The Forest Monks
IT’s 5:50 A.M AND I’M in Chaiyaphum province, Thailand, following a single-file column of russet-robed monks as they tread barefoot down the red-dirt road that runs between their monastery and the nearby village. The first greetings of the day are all of the canine variety. Farm dogs look up from nipping fleas to bark at the monks as they wind their way through the dawn. The monks are accompanied by their own companions, four scruffy dogs that hang around the monastery and seem to have appointed themselves the monks’ guardians. When one of the farm dogs gets a little too excited, baring its fangs and developing a raw edge to its bark, the monastery mutts swiftly pin it onto its back. In Theravada Buddhism, the school of Buddhism practiced here, the monks’ discipline requires them to neither cultivate their own food nor buy it, so their sustenance depends on whatever alms the villagers might donate this morning. This is my first time joining an alms walk. Every day, though, three processions of monks set out, each covering different corners of the village. I can’t quite wrap my head around how this kind of collection is supposed to work as a long-term prospect. Villagers living near a monastery face the burden of feeding themselves while also keeping dozens of monks and nuns alive. Although monks eat little, limiting themselves to a scant meal or two a day as part of the effort to overcome the desires of the body, there are many of them.
When I drove in the day before with the group of conservation biology students I’m here with, the village had not looked especially large or prosperous, just a few cross streets of smallholder farmers’ houses. There were no traffic lights, no commercial buildings other than a couple of dusty pantry markets and an informal repair garage, with spare parts and tires piled against the walls. Would families keep giving, I wondered?
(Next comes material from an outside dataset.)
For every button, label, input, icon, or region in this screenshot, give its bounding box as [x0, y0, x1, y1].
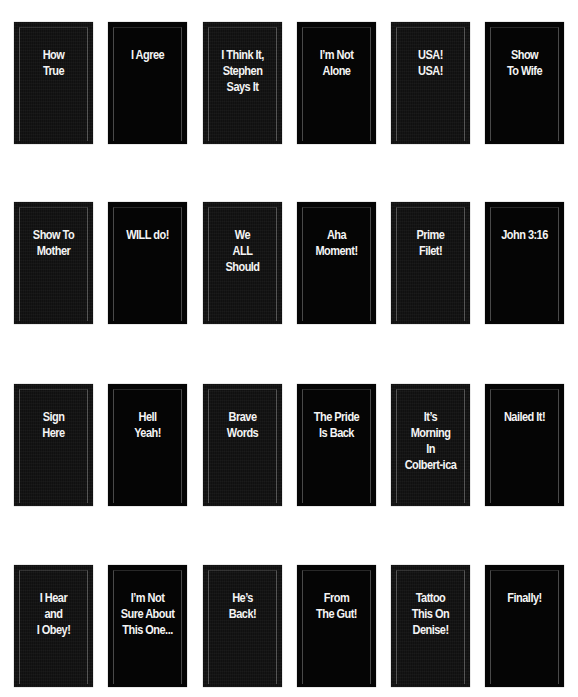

Could they?
In all honesty, I hadn’t expected to worry much about the village, which had seemed like just another cluster of houses to pass on the way to Wat Pa Sukato, the forest monastery where the monks dwell. The other students and I are here for five days to study the monks’ conservation efforts, led by the head of the monastery, Phra Paisal Visalo. A spare, soft-spoken man in his mid-60s, Phra Paisal conveys unmistakable authority despite wearing the same style of hand-dyed robe and sporting the same shaved head as the other monks. For several days, he and Vichai Naphua, a good-humored, bearded layman who has long worked with the monastery and is as robustly framed as Phra Paisal is lean, have been orienting us to decades’ worth of activism, both here and at the many forest monasteries across Thailand that have nudged Buddhism toward greater engagement in ecological issues.
How could those practicing a religion founded on compassion turn their backs on severe environmental crisis?
Writer Greg Harris visits a forest monastery in Thailand and learns how, in the face of severe environmental crisis, Buddhist monks there are setting aside their religious imperative to keep a distance from worldly affairs and taking up activism.